Original bug ID: 6695
Reporter: @whitequark
Assigned to: @whitequark
Status: closed (set by @xavierleroy on 2016-12-07T10:37:18Z)
Resolution: fixed
Priority: normal
Severity: minor
Fixed in version: 4.03.0+dev / +beta1
Category: ~DO NOT USE (was: OCaml general)
Related to: #3771 #6692 #6694 #6697
Monitored by: @gasche @hcarty
Bug description
Currently, ocamlc uses String.capitalize and String.uncapitalize extensively when deriving filenames from module names and vice versa. These functions treat the strings as ISO-8859-1, and attempt to case-fold letters such as \248 (ø).
Today, no supported operating system where OCaml runs always encodes paths as ISO-8859-1. Rather, UTF-8 is used on sane platforms, and a locale-specific encoding on Windows.
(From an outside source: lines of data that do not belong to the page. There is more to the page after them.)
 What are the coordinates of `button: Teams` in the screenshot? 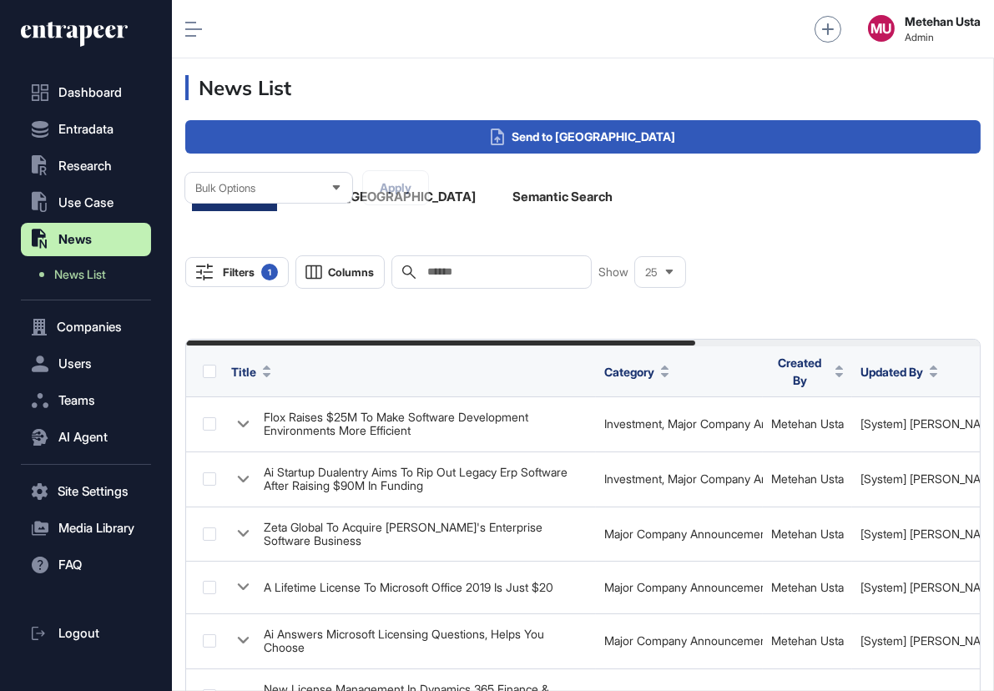 It's located at (86, 400).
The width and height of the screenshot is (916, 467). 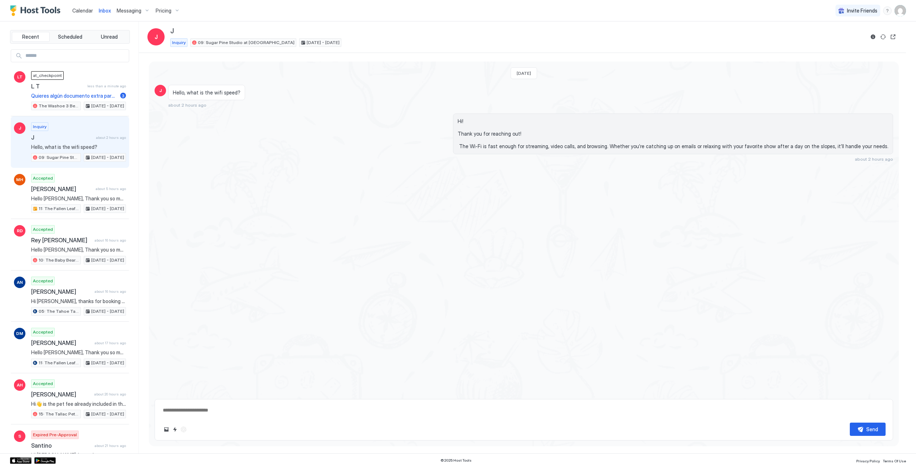 I want to click on span: © 2025 Host Tools, so click(x=456, y=460).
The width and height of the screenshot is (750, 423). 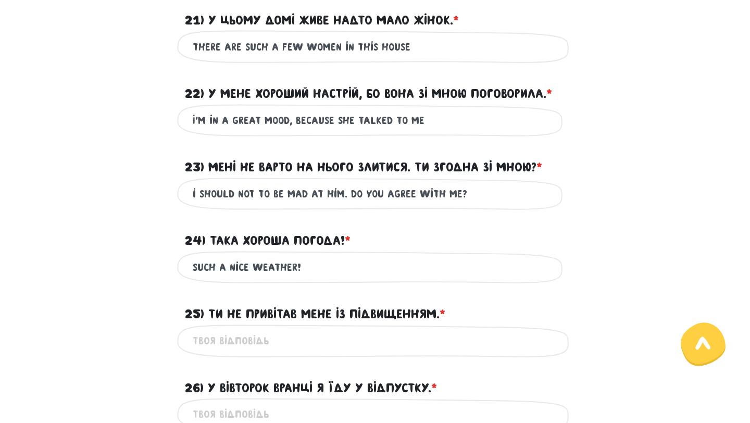 What do you see at coordinates (315, 314) in the screenshot?
I see `label: 25) Ти не привітав мене із підвищенням.` at bounding box center [315, 314].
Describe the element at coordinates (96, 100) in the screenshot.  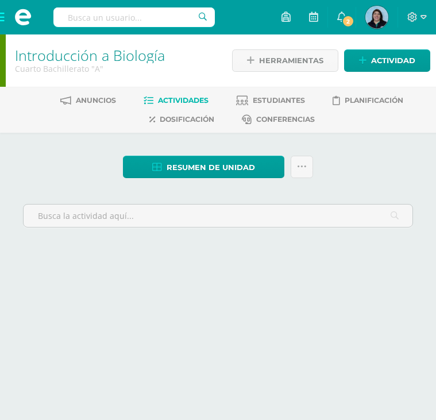
I see `span: Anuncios` at that location.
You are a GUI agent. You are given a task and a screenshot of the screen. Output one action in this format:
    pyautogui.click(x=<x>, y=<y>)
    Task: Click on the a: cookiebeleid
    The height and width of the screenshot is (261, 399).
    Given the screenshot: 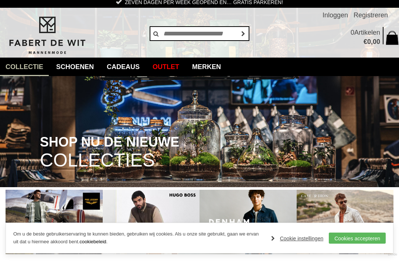 What is the action you would take?
    pyautogui.click(x=93, y=241)
    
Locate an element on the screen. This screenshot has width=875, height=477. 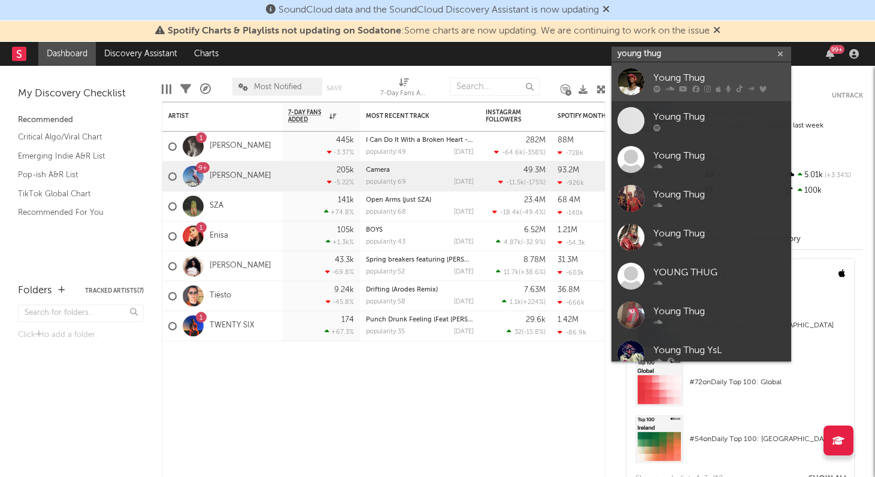
div: popularity: 69 is located at coordinates (386, 182).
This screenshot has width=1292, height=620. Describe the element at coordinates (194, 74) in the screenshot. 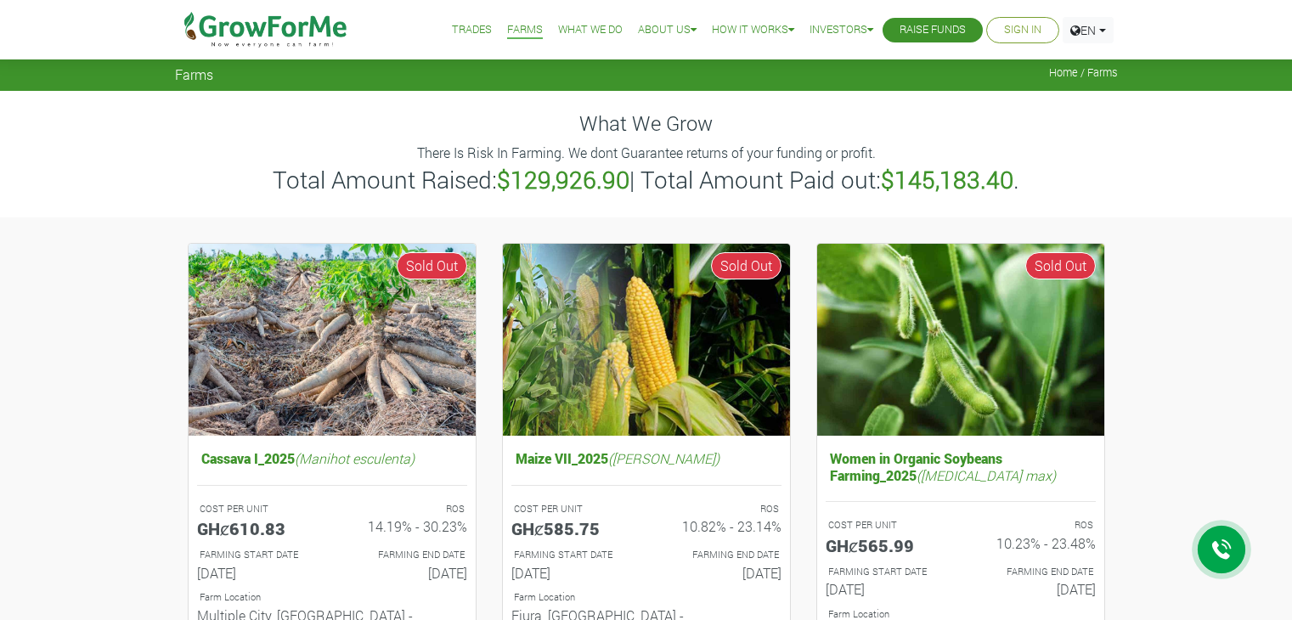

I see `span: Farms` at that location.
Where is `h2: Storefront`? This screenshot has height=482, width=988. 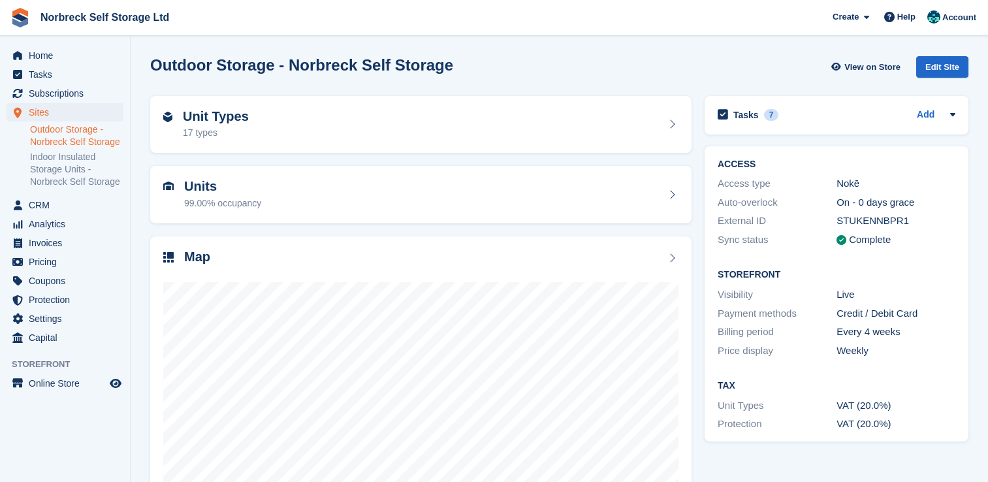 h2: Storefront is located at coordinates (836, 275).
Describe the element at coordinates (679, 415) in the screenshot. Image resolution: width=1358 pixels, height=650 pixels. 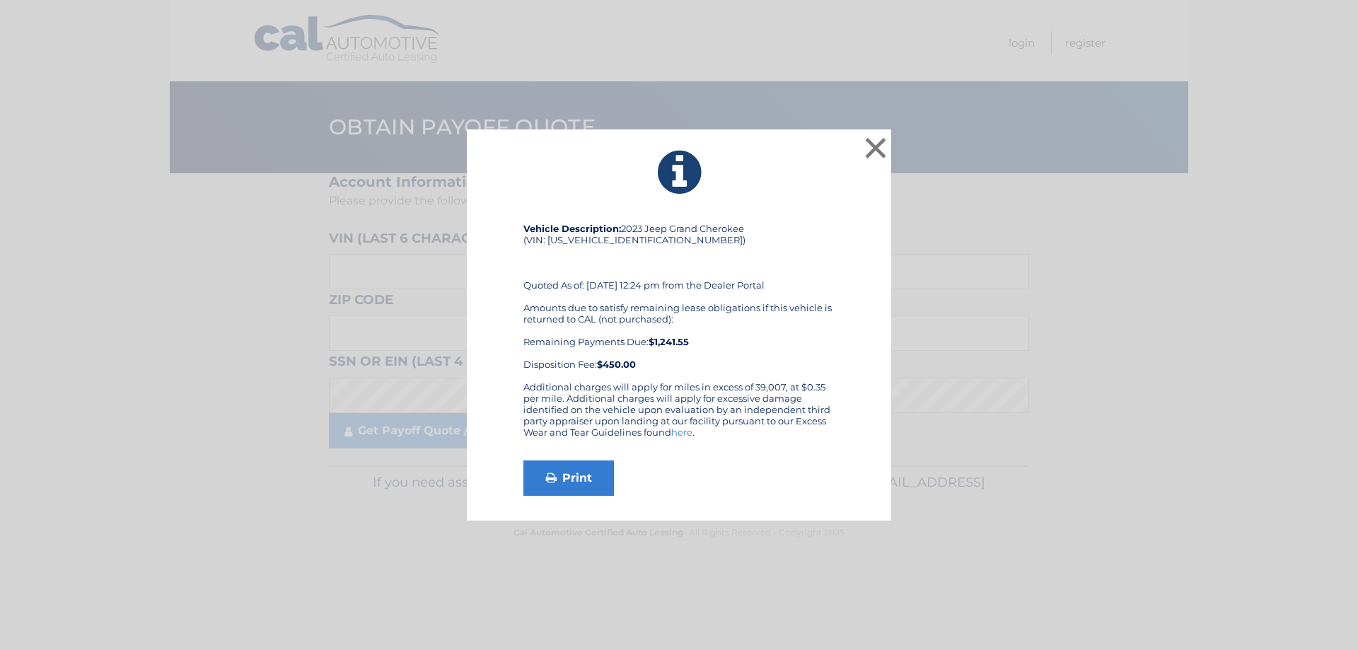
I see `div: Additional charges will apply for miles in excess of 39,007, at $0.35 per mile. Additional charge...` at that location.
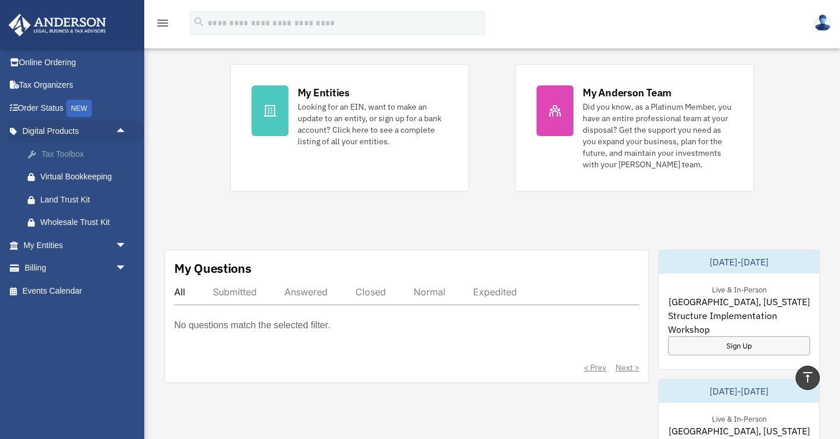 The height and width of the screenshot is (439, 840). What do you see at coordinates (252, 325) in the screenshot?
I see `p: No questions match the selected filter.` at bounding box center [252, 325].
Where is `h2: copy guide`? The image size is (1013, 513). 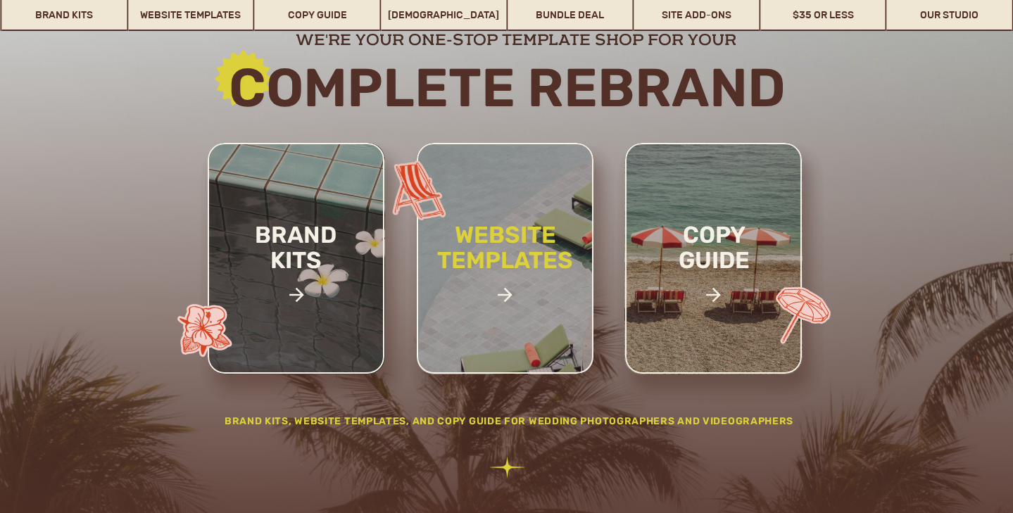 h2: copy guide is located at coordinates (714, 271).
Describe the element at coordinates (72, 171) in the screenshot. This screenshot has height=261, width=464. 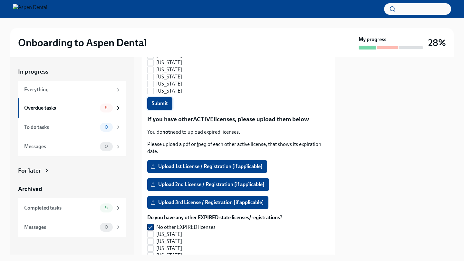
I see `a: For later` at that location.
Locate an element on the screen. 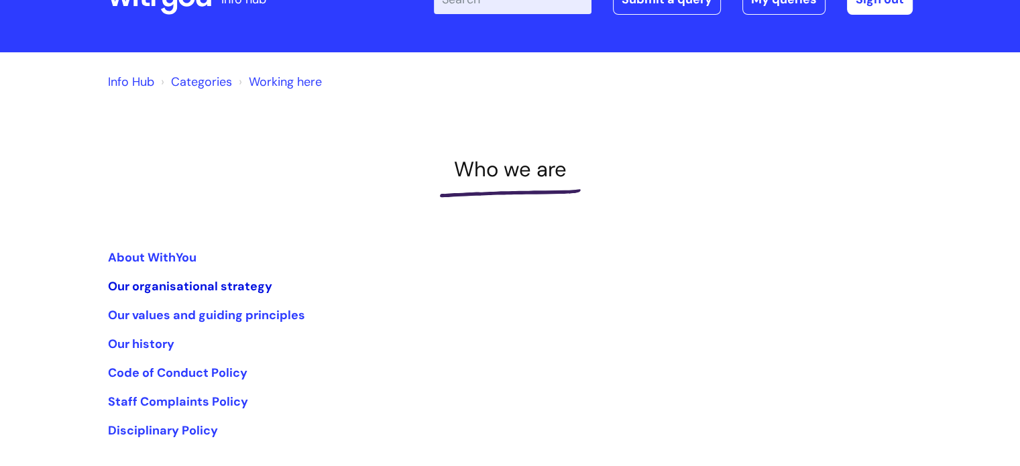 The image size is (1020, 466). a: Info Hub is located at coordinates (131, 82).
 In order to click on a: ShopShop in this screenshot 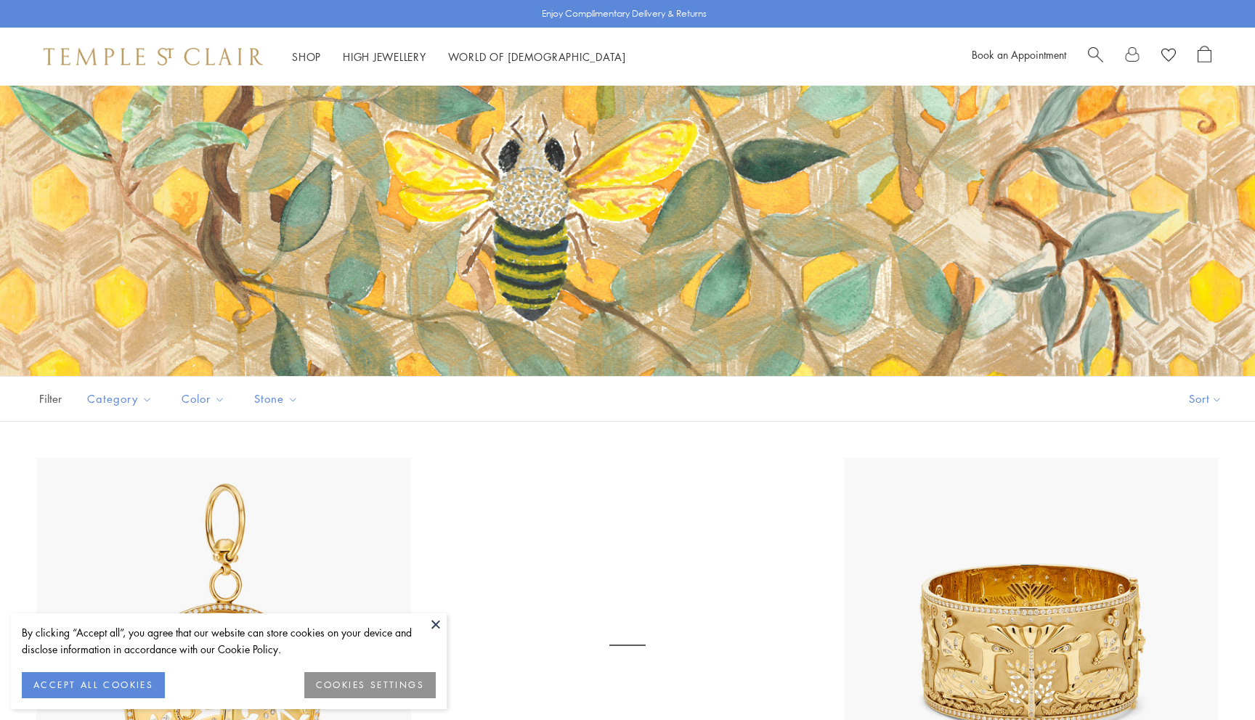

Thus, this case-folding is practically always broken and the derived name will contain garbage if the first letter is not included in US-ASCII.
This is a separate issue from #6694. Not only the impact in this case is very clear and the scope is limited to the compiler, but the current behavior is also more clearly broken.
Original bug ID: 6695
Reporter: @whitequark
Assigned to: @whitequark
Status: closed (set by @xavierleroy on 2016-12-07T10:37:18Z)
Resolution: fixed
Priority: normal
Severity: minor
Fixed in version: 4.03.0+dev / +beta1
Category: ~DO NOT USE (was: OCaml general)
Related to: #3771 #6692 #6694 #6697
Monitored by: @gasche @hcarty
Bug description
Currently, ocamlc uses
String.capitalizeandString.uncapitalizeextensively when deriving filenames from module names and vice versa. These functions treat the strings as ISO-8859-1, and attempt to case-fold letters such as \248 (ø).Today, no supported operating system where OCaml runs always encodes paths as ISO-8859-1. Rather, UTF-8 is used on sane platforms, and a locale-specific encoding on Windows. Thus, this case-folding is practically always broken and the derived name will contain garbage if the first letter is not included in US-ASCII.
This is a separate issue from #6694. Not only the impact in this case is very clear and the scope is limited to the compiler, but the current behavior is also more clearly broken.